Philip M. Napoli, Ph.D., BUS,
associate professor of communications and media management and director of the Donald McGannon Communication Research Center, delivered a speech, “The Role of Diversity in Media Policy,” to the Ministry of Transport and Communications in Helsinki, Finland, on Sept. 13. Napoli also published a book chapter, “Television and Government Controls,” in the U.S. in the new anthology Television Industries (British Film Institute) and a review of the book, Technological Visions: The Hopes and Fears that Shape New Technologies, in the Fall 2006 issue of the Journal of Communication.

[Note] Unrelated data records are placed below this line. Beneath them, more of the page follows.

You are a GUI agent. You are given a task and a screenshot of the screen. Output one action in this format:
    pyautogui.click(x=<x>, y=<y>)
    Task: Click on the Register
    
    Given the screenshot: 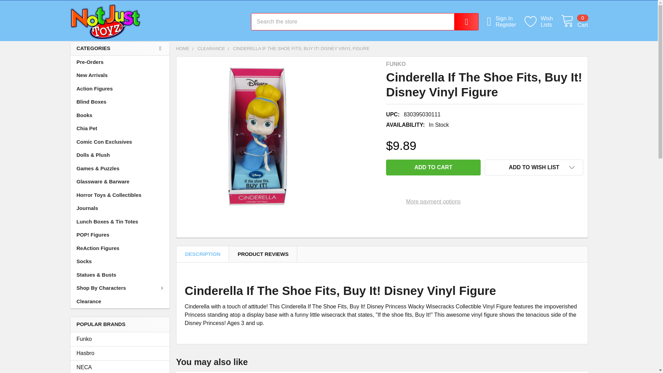 What is the action you would take?
    pyautogui.click(x=509, y=25)
    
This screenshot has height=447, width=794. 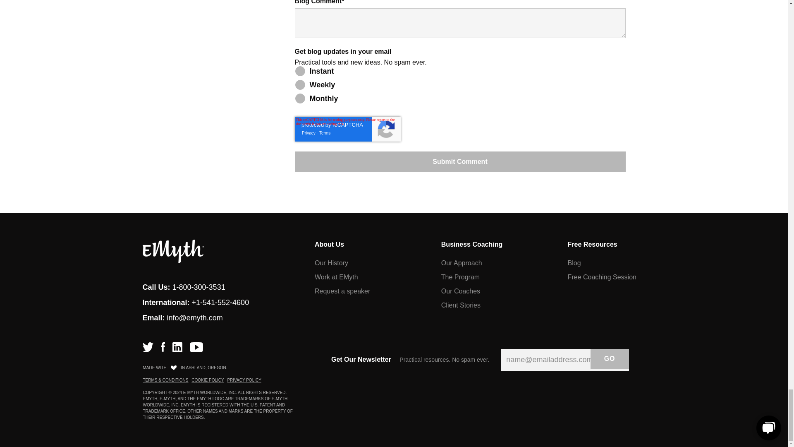 I want to click on GO, so click(x=609, y=359).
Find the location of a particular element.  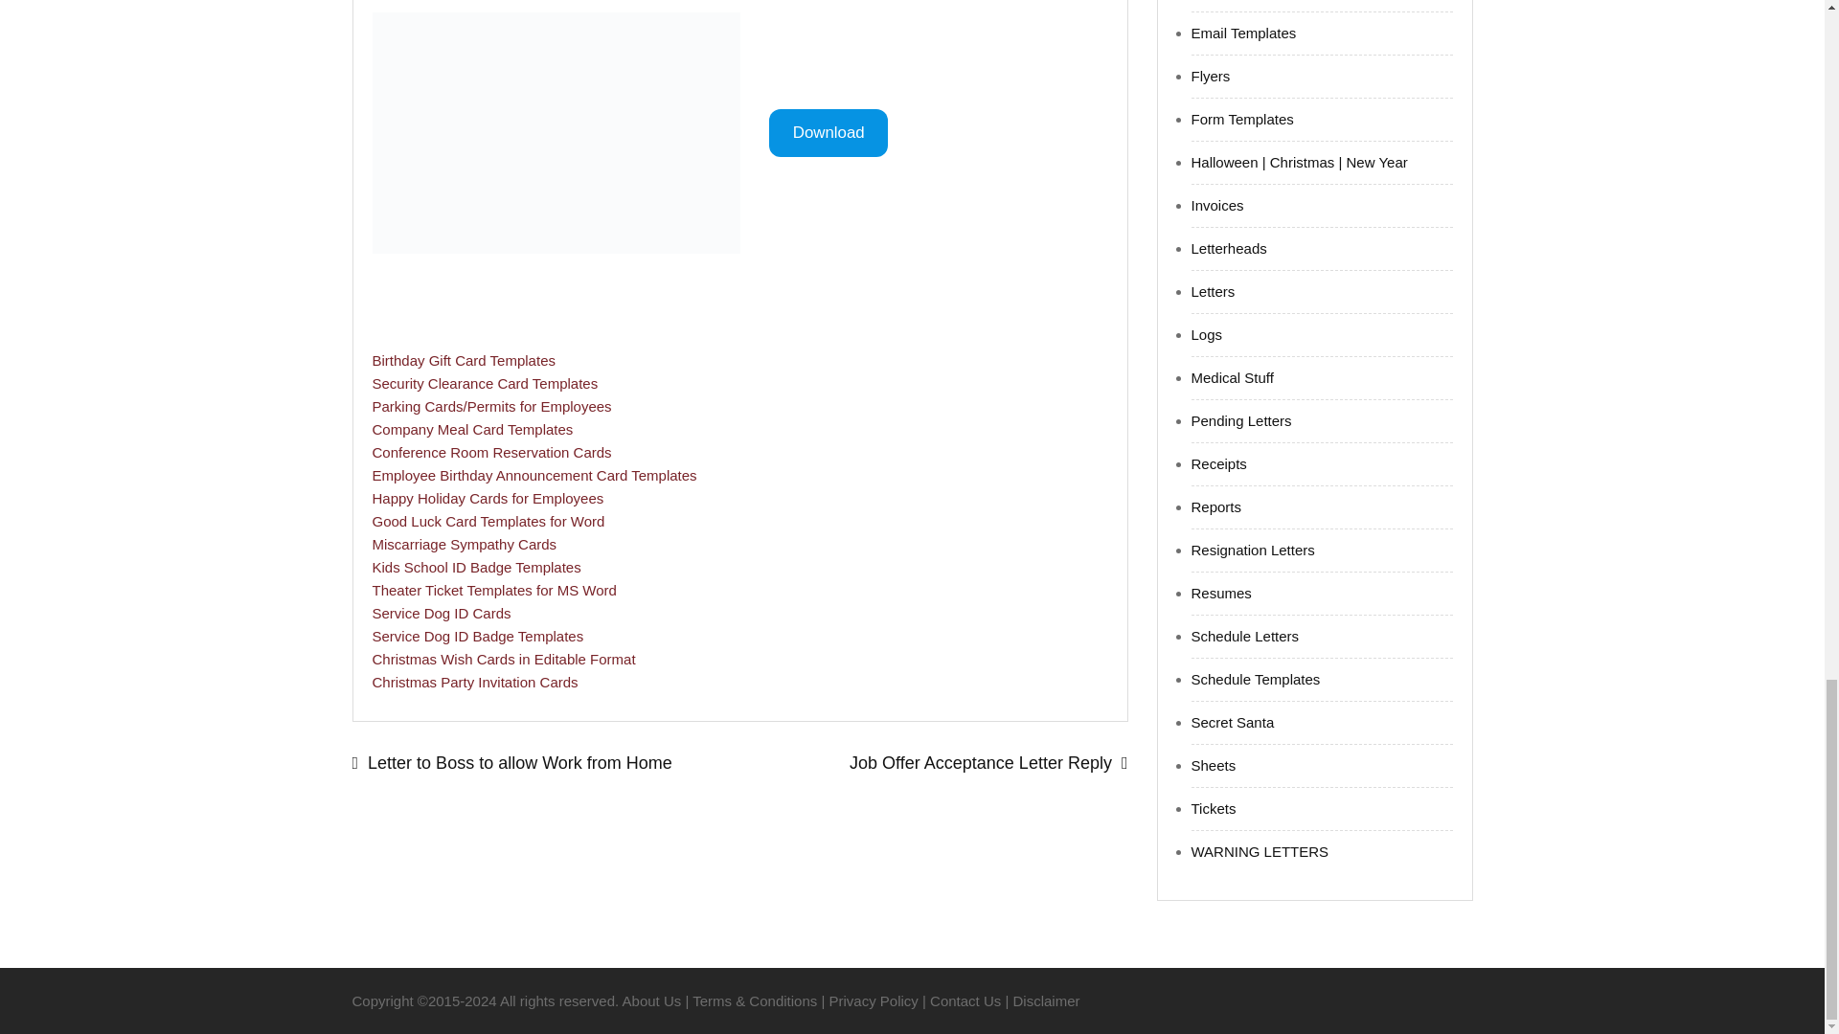

Theater Ticket Templates for MS Word is located at coordinates (493, 590).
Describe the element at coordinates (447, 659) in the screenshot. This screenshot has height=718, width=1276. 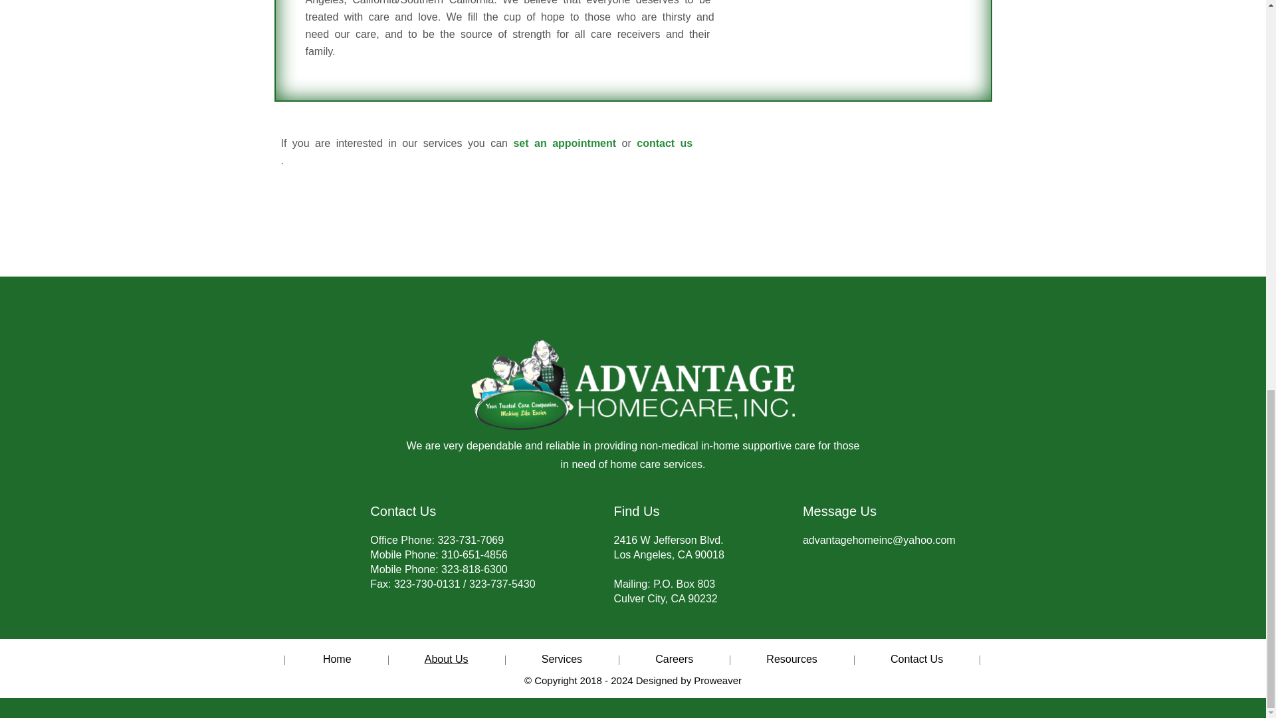
I see `About Us` at that location.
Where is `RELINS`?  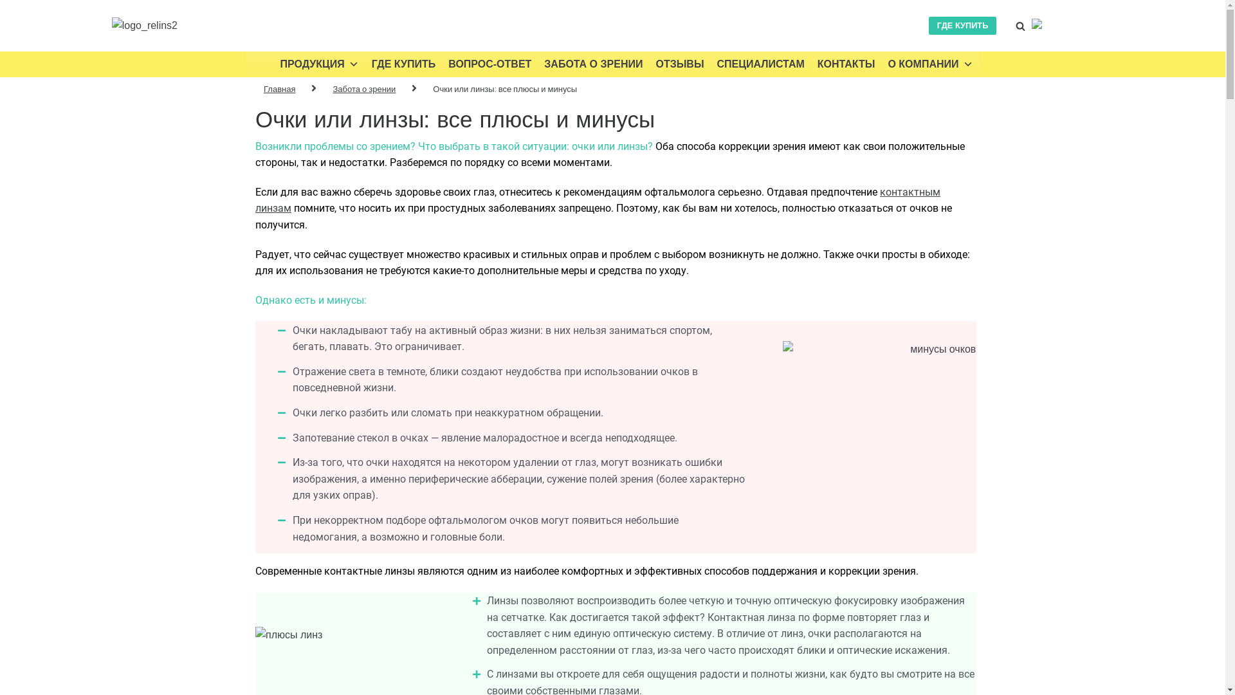 RELINS is located at coordinates (145, 26).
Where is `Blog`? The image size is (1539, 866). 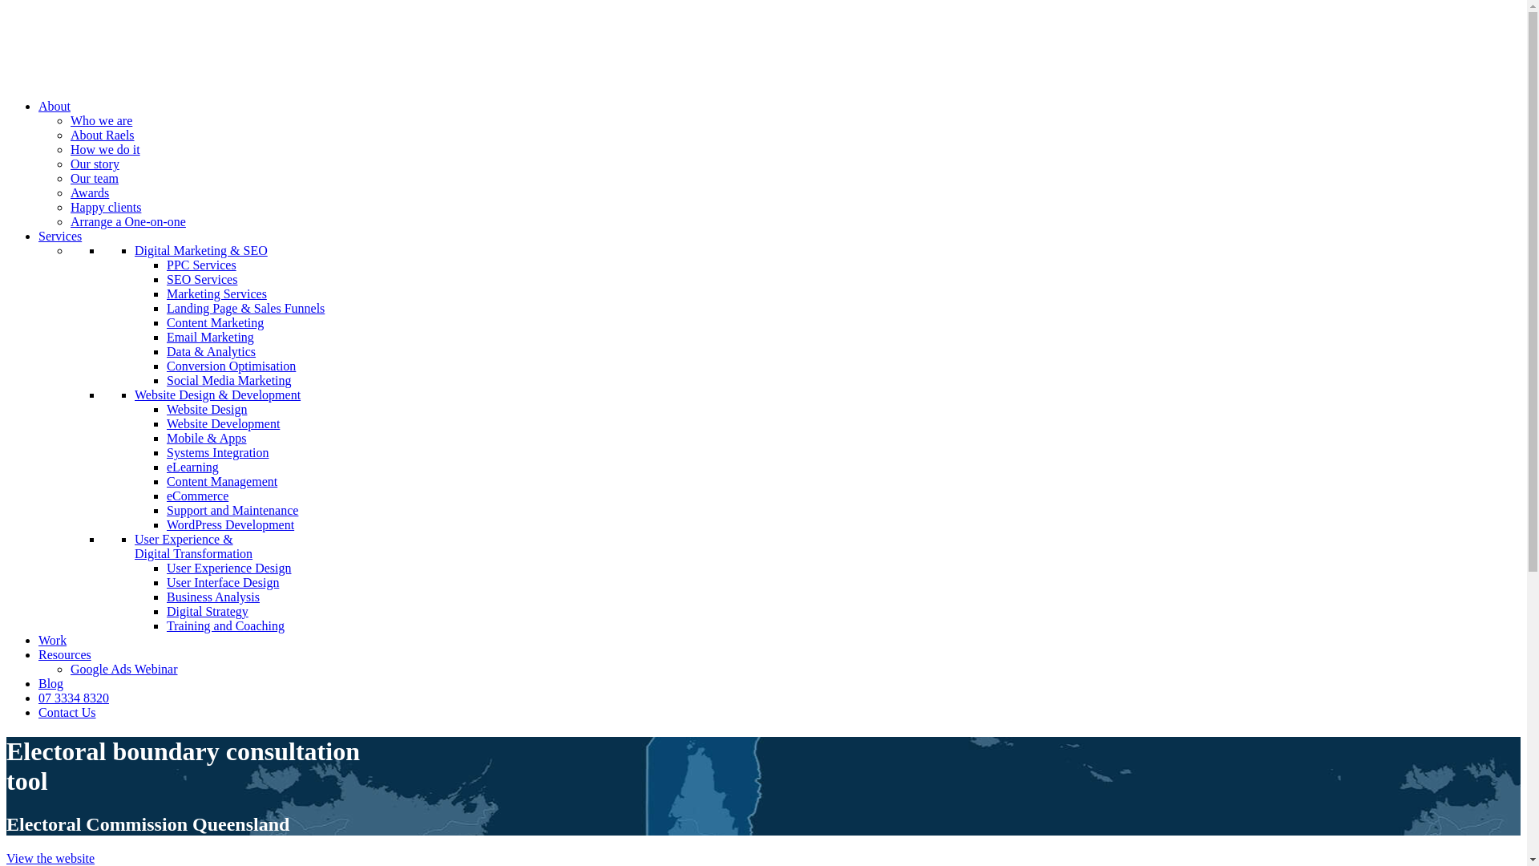 Blog is located at coordinates (51, 683).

Robert J. Penella, Ph.D., A&S,
professor of classics, recently published three articles: “From the Muses to Eros: Choricius’ Epithalamia for Student Bridegrooms” in C. Saliou, ed., Gaza dans l’Antiquite Tardive (Salerno, 2005); “Himerius and the Praetorian Prefect Secundus Salutius,” Prometheus 32 (2006): 85-90; and “In Praise of Cities and Men: Himerius’ Orations at Thessalonica, Philippi and Constantinople” in A. Gonzalez-Galvez and P.-L. Malosse, eds., Melanges A. F. Norman (Lyon, 2006).

Maryann Reid, A&S,
adjunct instructor in English published her fourth novel, Mrs. Big, (St. Martin’s Press, 2006). A review byEssence magazine reveals that Mrs. Big “deftly captures the intimacies of five twenty-something sisters in the dating game.”

Janet Ruffing, RSM, REL,
professor of spirituality and spiritual direction, gave two keynote addresses to the inaugural assembly of the newly forming MidAtlantic Community of the Sisters of Mercy, July 7, 2006. They were: “Proclaiming the New Dawn Centered in God” and “To Live in the Mercy of God: Mercy Flowing Outward to Our World.” Earlier in the summer she presented the mission institute, “Living Contemplatively: Mindfulness Practices from the Western Tradition” at Maryknoll, New York, May 21-26, and a workshop for Retreats International in Chicago, July 9-15. At the June meeting of Mercy Association in Scripture and Theology, she presented her work on Elisabeth Leseur emphasizing the epistolary relationship between Elisabeth and her correspondent, Soeur Marie Goby, June 9, 2006 at Mercy Gwynedd College. She was also the homilist for Mercy Sr. Fresia Toro’s Perpetual Profession, May 20, and for the Mercy Burlingame Jubilee Celebration, August 13, 2006.